Johannesburg
03 April 2008
In Zimbabwe, an alliance of pro-democracy groups says its tally of election returns shows that President Robert Mugabe has lost the presidential election to opposition leader Morgan Tsvangirai, although a runoff may still be held. VOA's Scott Bobb in Johannesburg has this profile of the veteran dissident who delivered the major electoral defeat to Zimbabwe's independence hero.
Zimbabwean opposition leader Morgan Tsvangirai has survived beatings, attempted assassinations, treason trials and challenges within his own party to become the country's leading opposition figure and defy President Robert Mugabe's 28 years of uninterrupted rule.
The political career of the former mine worker and trade-union leader has been marked by an unwavering criticism of the hero of Zimbabwe's liberation.
"Mugabe is now not only the president of the country," Tsvangirai said. "He is the institution that has run our country for the last 30 years. And look at the results: unprecedented levels of decay and misrule and repression. So he should be accountable."
Tsvangirai formed the Movement for Democratic Change party in 1999. The MDC took almost one-half of the seats in the parliamentary elections the following year, despite a campaign of violence that left about 30 supporters dead.
Tsvangirai challenged Mr. Mugabe in the presidential elections of 2002, which were also marred by extensive violence and voting irregularities, and lost by 400,000 votes.
The MDC split over Tsvangirai's decision to boycott the parliamentary elections of 2005. A splinter faction headed by Arthur Mutambara participated, but the split was a major factor in the overwhelming victory by the ruling ZANU-PF party.
Tsvangirai has been criticized for authoritarianism. In 2001, his supporters attacked party dissidents, and last year he installed his candidate for head of the party's women's wing in what critics said was an undemocratic fashion.
Tsvangirai says he has survived four assassination attempts. One of them, an attempt in 1997 to throw him out the window of his 10th-floor office, reportedly was only thwarted by the arrival of his secretary. He was also charged with treason on three occasions, but the cases eventually were dismissed.
In March of last year, Tsvangirai and several dozen opposition leaders were hospitalized after being beaten and jailed for staging a protest that had been banned by the government.
But Tsvangirai was unbowed. He said his attackers had brutalized his flesh, but would never break his spirit. As he told a recent campaign rally, he intends to soldier on until Zimbabwe is free.
"We will stand together," Tsvangirai said. "We will stand for food. We will stand for jobs. We will stand for justice. We will stand for freedom. We will stand as one."
Morgan Tsvangirai was born in 1952 in the Gutu area southeast of Harare in what was then called Southern Rhodesia. The eldest son of a bricklayer, he was obliged to leave school early in order to help support the family with nine children.

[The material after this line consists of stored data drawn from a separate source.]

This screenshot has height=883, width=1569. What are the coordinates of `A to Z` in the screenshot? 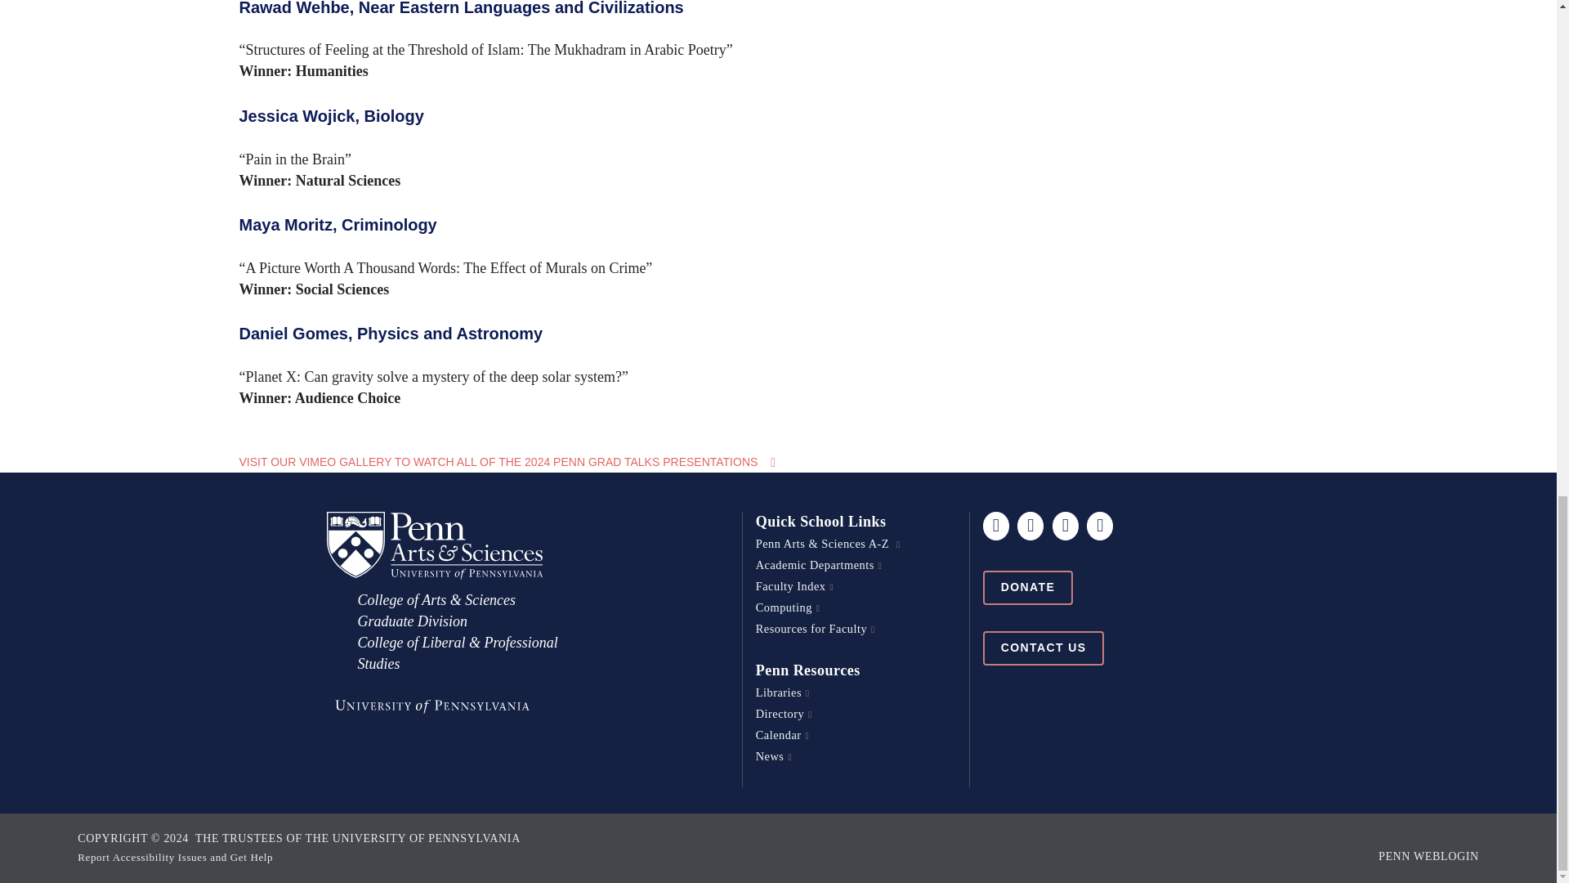 It's located at (829, 543).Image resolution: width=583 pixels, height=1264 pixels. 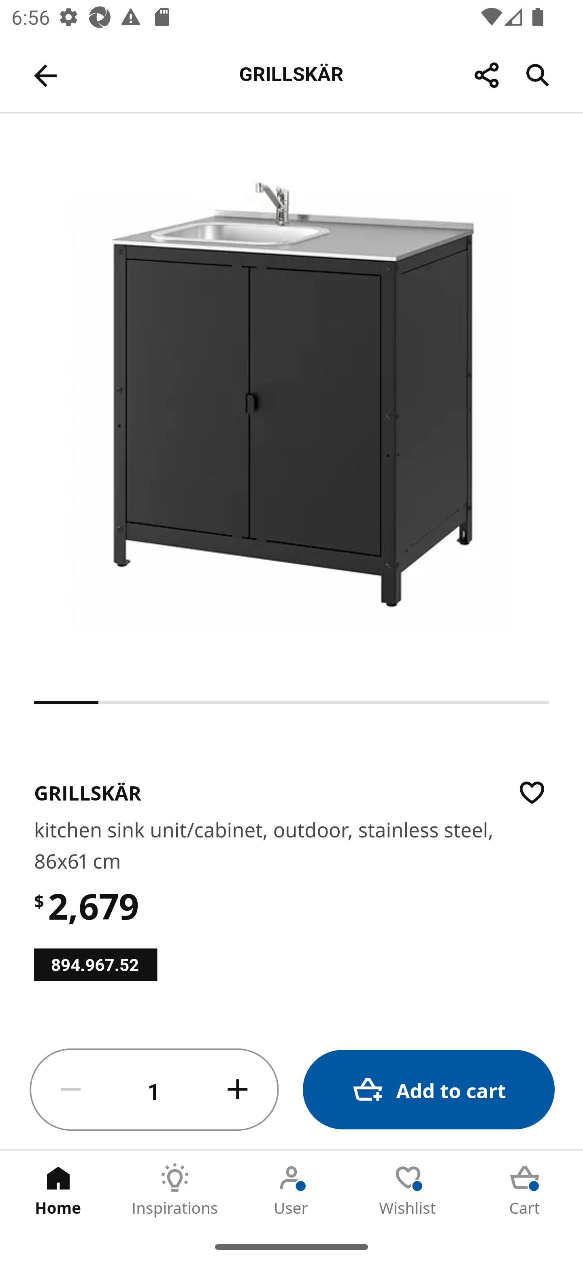 I want to click on Cart
Tab 5 of 5, so click(x=525, y=1190).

In 1974, he began working in a nickel mine in northeastern Zimbabwe and over the next 10 years rose to become foreman. In 1989, he was elected Secretary General of Zimbabwe's Congress of Trade Unions.
In 1997 and 1998, Tsvangirai led a series of crippling strikes against high taxes, which led the trade confederation to split from ZANU-PF and eventually to the formation of the MDC. Tsvangirai is also a founder and former chairman of the National Constitutional Assembly that seeks to reform the Zimbabwean constitution.